Computers can read between the lines of classical literature in a way humans cannot.
Humanities researchers, computer scientists and biologists from UT Austin and collaborating institutions have developed a new method, named quantitative criticism, for studying the relationships between classic Latin and Greek texts and the cultural evolution of literature. The researchers published their findings in Proceedings of the National Academy of Sciences on April 3.
Works of literature often contain references to or imitations of previous works. Researchers call these relationships between texts “intertextuality.” This study used computers, literary criticism and big data to study subtle differences in rhythm, sound and sentence structure in a variety of literary works.
“Quantitative criticism will look to most people, rightly, as a development of the digital humanities, which is the application of computation to enable humanities scholars to pose new questions using the power of computation,” said Pramit Chaudhuri, associate professor of classics and co-corresponding author of the study. “People have been using computation to identify meaningful relationships between texts in ways that are more sophisticated than just hitting ‘CTRL-F.’”

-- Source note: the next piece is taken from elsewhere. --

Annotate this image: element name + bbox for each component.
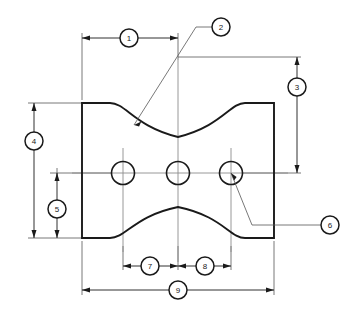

When trying to figure out who wrote a piece of text, classicists often use stylometry, which is the study of variations in writing style. Researchers in the study wanted to repurpose this same technique to answer literary questions, such as what makes one work distinct from others.
Researchers focused on two separate case studies: the works of Roman playwright Seneca and of the Roman historian Livy. They looked at how eight works that appeared to be written by Seneca were related to each other and how three works not written by him were different from the others. The study found that Seneca’s plays had subtle stylistic differences from those not written by him.
For the second case study, researchers used machine learning, a form of artificial intelligence, to study how Livy incorporates the works of previous Latin authors, most of which have not survived, into his works. The lack of reference texts makes it difficult to determine whether Livy was quoting, paraphrasing, imitating or referring to a previous writer, but researchers found that certain passages stood out, warranting further study. Using the same technique, the researchers also found that Latin prose shifted stylistically around the time of Caesar’s writings.
“There’s a growing appreciation that cultural artifacts and institutions can evolve much the same way that biological organisms can, and many of the techniques developed for studying biological evolution can be profitably deployed to studying cultural evolution,” said Joseph Dexter, PhD candidate in systems biology at Harvard University and first author of the study. “There’s been some really nice progress in extending this work to linguistic evolution, but there’s been less work on moving beyond the dynamics of how individual words or phrases of syntactic construction change over time to more integrated consideration of the evolution of literature.”
Chaudhuri said the study was unique in that people from an exceptional variety of backgrounds and fields worked on it, including a high school student, undergraduates and professors as well as people with expertise in topics from theoretical physics to classics. The study also focuses on different literary features than other studies.
“Most studies of literary evolution focus on features like words or subject matter, but we show how subverbal or nonverbal features, as well as sentence structure, play a role in the development of literature,” Chaudhuri said.
The project comes out of the Quantitative Criticism Lab co-founded by Dexter and Chaudhuri and received funding from the National Endowment for the Humanities, a Digital Innovation Fellowship from the American Council of Learned Societies and the New Directions Fellowship from the Andrew W. Mellon Foundation.